Poor Ennuyé was silenced—nay, he even blushed. The adjutant's girls recalled an episode in which the gallant cornet had shone in a rather verdant light. Fane had effectually quieted him.
"I wonder if Florence Aspeden will marry Mount?" I remarked to Fane, when the others had left us. "She does not seem to pay him much heed yet; but still——"
"The devil, no!" cried Fane, in an unusually energetic manner. "I would stake my life she would not have such a muff as that, if he owned half the titles in the peerage!"
"You seem rather excited about the matter," I observed. "It would not be such a bad match for her, for you know she has no tin; but I am sure, with your opinion on love-matches, you would not counsel Mount to such a step."
"Of course not!" replied Fane, in his ordinary cool tones. "A man has no right to marry for love, except he is one of those fortunate individuals who own half a county, or some country doctor or parson of whom the world takes no notice. There may be a few exceptions. But yet," he continued, with the air of a person trying to convince himself against his will, "did you ever see a love match turn out happily? It is all very well for the first week, but the roses won't bloom in winter, and then the cottage walls look ugly. Then a fellow cannot live as he did en garçon, and all his friends drop him, and altogether it is an act no wise man would perpetrate. But I shall forget to give you a message I was intrusted with. They are going to get up some theatricals at Woodlands. I have promised to take Sir Thomas Clifford (the piece is the 'Hunchback'). and they want you to play Modus to Mary Aspeden's Helen. Do, old fellow. Acting is very good fun with a pretty girl——"
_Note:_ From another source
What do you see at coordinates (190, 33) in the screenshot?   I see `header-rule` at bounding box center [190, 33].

"Like the Julia you will have, I suppose," I said. "Very well, I will be amiable and take it. Mary will make a first-rate Helen. Come and have a game of billiards, will you?"
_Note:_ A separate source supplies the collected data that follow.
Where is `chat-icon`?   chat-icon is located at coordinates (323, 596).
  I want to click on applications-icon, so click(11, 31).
"Can't," replied the gallant captain. "I promised to go in half an hour with—with the Aspedens to see some waterfall or ruin, or something, and the time is up. So, au revoir, monsieur."
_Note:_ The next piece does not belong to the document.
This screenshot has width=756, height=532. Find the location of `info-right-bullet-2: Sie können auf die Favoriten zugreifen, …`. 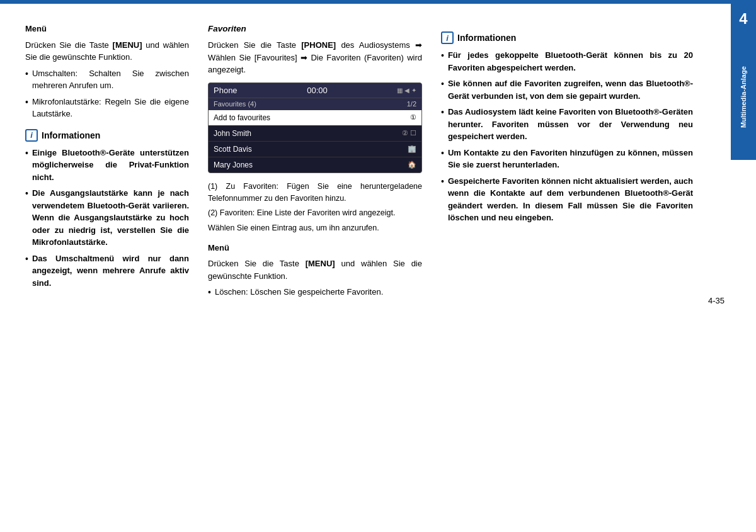

info-right-bullet-2: Sie können auf die Favoriten zugreifen, … is located at coordinates (567, 89).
Many of ours were pressed into the service for the coming theatricals, and right willingly did we rehearse a most unnecessary number of times. Many merry hours did we spend at Woodlands, and I sentimentalized away desperately to Mary Aspeden; but, somehow or other, always had an uncomfortable suspicion that she was laughing at me. She never seemed the least impressed by all my gallantries and pretty speeches, which was peculiarly mortifying to a moustached cornet of twenty, who thought himself irresistible. I began, too, to get terribly jealous of Tom Cleaveland, who, by right of his cousinship, arrived at a degree of intimacy I could not attain.
One morning Fane and I (who were going to dine there that evening), the Miss Aspedens, and, of course, that Tom Cleaveland, were sitting in the drawing-room at Woodlands. Fane and Florence were going it at some opera airs (what passionate emphasis that wicked fellow gave the loving Italian words as his rich voice rolled them out to her accompaniment!), the detestable Trinity-man had been discoursing away to Mary on boat-racing, outriggers, bumping, and Heaven knows what, and I was just taking the shine out of him with the description of a shipwreck I had had in the Mediterranean, when Mary, who sat working at her broderie, and provokingly giving just as sweet smiles to the one as to the other, interrupted me with—
"Goodness, Florie, there is Mr. Mills coming up the avenue. He is my cousin's admirer and admiration!" she added, mischievously, as the door opened, and a little man about forty entered.